Music Genre Classification
Machine Learning | Audio Processing | Deep Learning | CNNs
This project focuses on building a model that classifies songs into musical genres based on their audio characteristics. Using deep learning and signal processing techniques, it demonstrates how raw sound data can be transformed into meaningful predictions.
Overview
To automatically classify music tracks into genres (e.g., rock, classical, hip-hop) using spectrogram-based feature representations and deep learning models, especially Convolutional Neural Networks (CNNs).
Goal
What I Did
Data Preprocessing
Used the GTZAN genre dataset, a benchmark dataset in audio ML.
Converted raw .wav files into Mel spectrograms, which visually represent audio frequency content over time.
Feature Representation
Treated mel spectrograms as grayscale images and resized them into consistent 128x128 formats for CNN input.


Generating Mel spectrograms
Model Development
Designed and trained a custom CNN to classify genres based on visual patterns in the spectrograms.
Applied dropout and normalization to reduce overfitting and stabilize training


Custom CNN Architecture
Evaluation
Validation was used during training.
Measured performance using Accuracy, Precision, Recall, F1-score, and confusion matrices.
Visualized predictions and genre-wise misclassifications to interpret the model’s behavior.

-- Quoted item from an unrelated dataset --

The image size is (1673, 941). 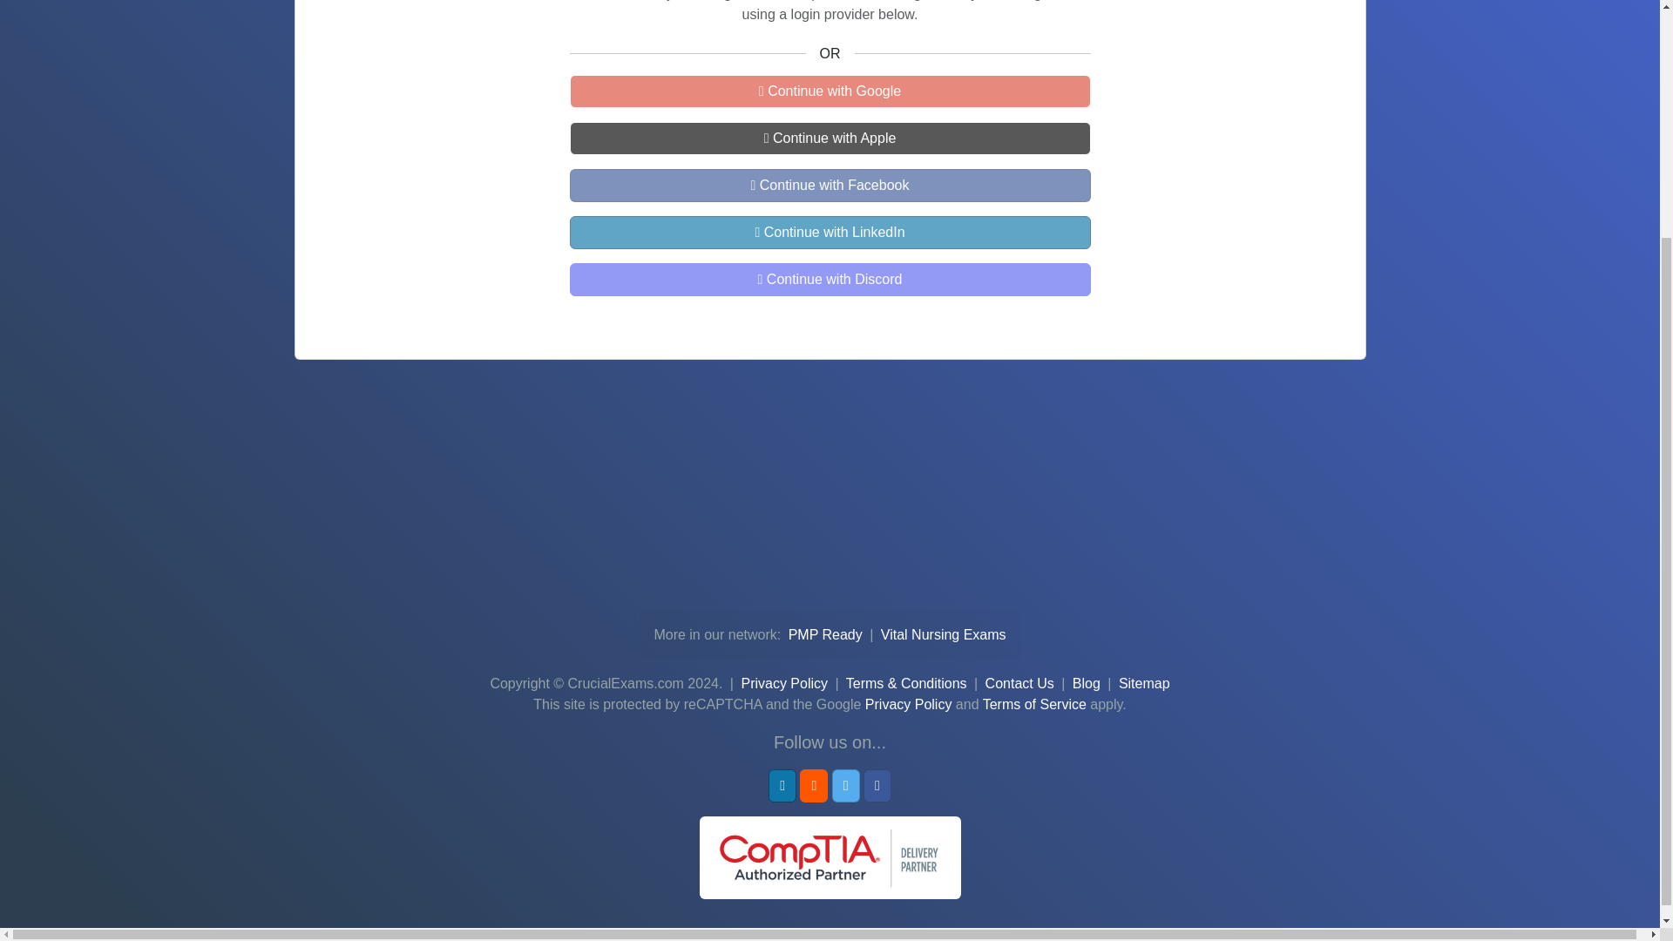 What do you see at coordinates (830, 186) in the screenshot?
I see `Continue with Facebook` at bounding box center [830, 186].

Music Classification Confusion Matrix


Performance Summary
Best Test Accuracy: 57.16% (Hip-Hop, Instrumental, International, and Pop genres)
Test Loss (Cross Entropy): ~1.43
Precision & Recall (Genre-specific):
Class 2 (Hip-Hop):
Precision: 51.5%
Recall: 77.0%
F1-score: 61.7%
Class 3 (Instrumental):
Precision: 80.7%
Recall: 60.8%
F1-score: 69.3%
Takeaways
Temporal features like delta and delta² helped the CNN capture subtle changes in audio textures.

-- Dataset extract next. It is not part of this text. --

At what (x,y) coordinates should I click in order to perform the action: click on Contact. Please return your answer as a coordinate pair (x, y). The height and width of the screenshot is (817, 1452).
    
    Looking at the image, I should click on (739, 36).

Higher learning rates (0.01) led to faster convergence and better test accuracy compared to 0.001.
Genre confusion revealed musical overlaps—e.g., electronic and rock often misclassified due to similar instrumentation.

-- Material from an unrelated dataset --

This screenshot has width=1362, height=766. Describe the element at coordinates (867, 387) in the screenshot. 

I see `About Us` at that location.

Tools and Technologies Used
Python, NumPy, Matplotlib
Librosa (audio processing)
TensorFlow / Keras (deep learning)
Scikit-Learn (classification metrics)
GTZAN Dataset
This project was completed as part of the course "DS-4213: Data Mining," taught by Dr. Bo Hui at the University of Tulsa in the spring 2025 semester.
My full code for this project can be found here on my GitHub.